NEWS for North Dakotans
Agriculture Communication, North Dakota
State University
7 Morrill Hall, Fargo, ND 58105-5665
August 20, 1998
Plains Folk: Stucco, a Mix That Served Well
Tom Isern, Professor of History
North Dakota State University
©1998 Plains Folk
The profound prairie essayist John Ingalls of Kansas wrote, "Grass is the forgiveness of nature." Whatever carnage people might wreak upon the land, he said, grass eventually would cover and heal.
If grass is the forgiveness of nature, then stucco is the forgiveness of architecture. From Texas to Saskatchewan, settlers on the Great Plains have used stucco to make their houses more livable.
Euro-Americans arriving on the plains were inclined to build houses that were not practical. (We still do, of course.) What sense did it make to erect a big Foursquare farmhouse or a tall Gabled Front house on the open plains, with the extremes of heat and cold and wind? Those wood-frame houses exposed way too much exterior to the elements, were not tight enough, and were hard to insulate. Even modest wood-frame houses had the same problems in degree. What could be done?
Stuccoan exterior coating of some combination of cement and sand and gravel and plaster, the mix variedwas the answer. Tack up some chicken wire, and stucco could be applied to existing walls. Better yet, it could be applied as the exterior right from the start.
Stucco was plainsperson's answer to adobe, in compromise fashion. Builders on the plains kept their traditional architectural designs, but changed the exterior to stucco. It was not a perfect or complete adaptation to environment, but it was an improvement.
If you are at home on the plains, then when you get into country where the buildings are stucco, you feel good. I feel good traveling western Kansas and western Oklahoma and eastern Colorado, country full of stucco bungalows with ponderous porches built during the heyday of wheat farming in the 1920s.

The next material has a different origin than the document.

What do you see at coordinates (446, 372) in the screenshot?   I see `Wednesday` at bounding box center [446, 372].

I felt good last summer exploring Bowman County, North Dakota, on a survey of historic architecture for the state historical society. In this country there seemed to be a strong connection between sheep ranching and stucco.

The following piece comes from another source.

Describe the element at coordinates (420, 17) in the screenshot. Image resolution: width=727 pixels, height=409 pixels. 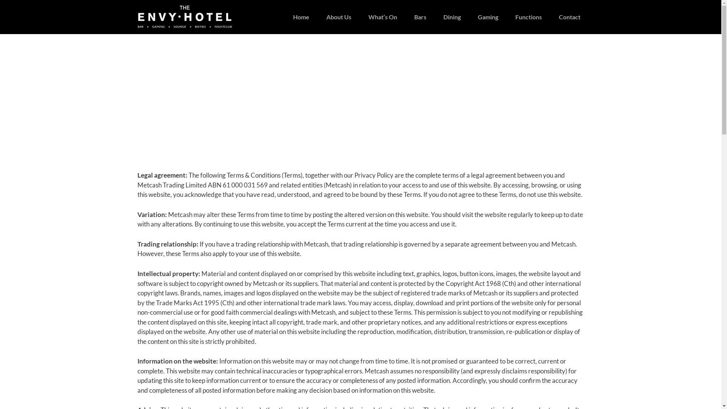
I see `Bars` at that location.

Right now I'm looking at a selection of photographs of modest, one-story stucco ranch houses. What great buildings these are for the Great Plains! Built low in the walls and in the gables, they seem part of the rolling landscape. In a practical sense, they expose the minimum exterior wall to the elements. They are well built and well finished, too. None of these houses has been occupied for many years, but they stand sound and with even their exteriors intact.
On another sheep ranch, this one still in operation, we photographed the old ranch house, of stuccothat was to be expectedbut there was much more. This place even had a vaulted- roofed airplane hangar of stucco, a beautiful combination of the earthy and the ethereal.
We found barns covered with stucco. Applying a stucco exterior to a barn was a considerable undertaking, but worth it, I suppose, if you cared about your livestock. Or perhaps the concern was for the milkers working in the barn, who would prefer to work in a stucco building! I noticed that those who stuccoed their barns generally only covered the ground level; the exterior of the loft was wood siding.
I'm a stucco fan. I like it on ranch houses in the Badlands, I like it on farmhouses in the Panhandle, I like it on the little cottages in the working-class neighborhoods of Regina.
Is there any garden scene prettier than a stand of hardy hollyhocks pastel against a whitewashed stucco wall?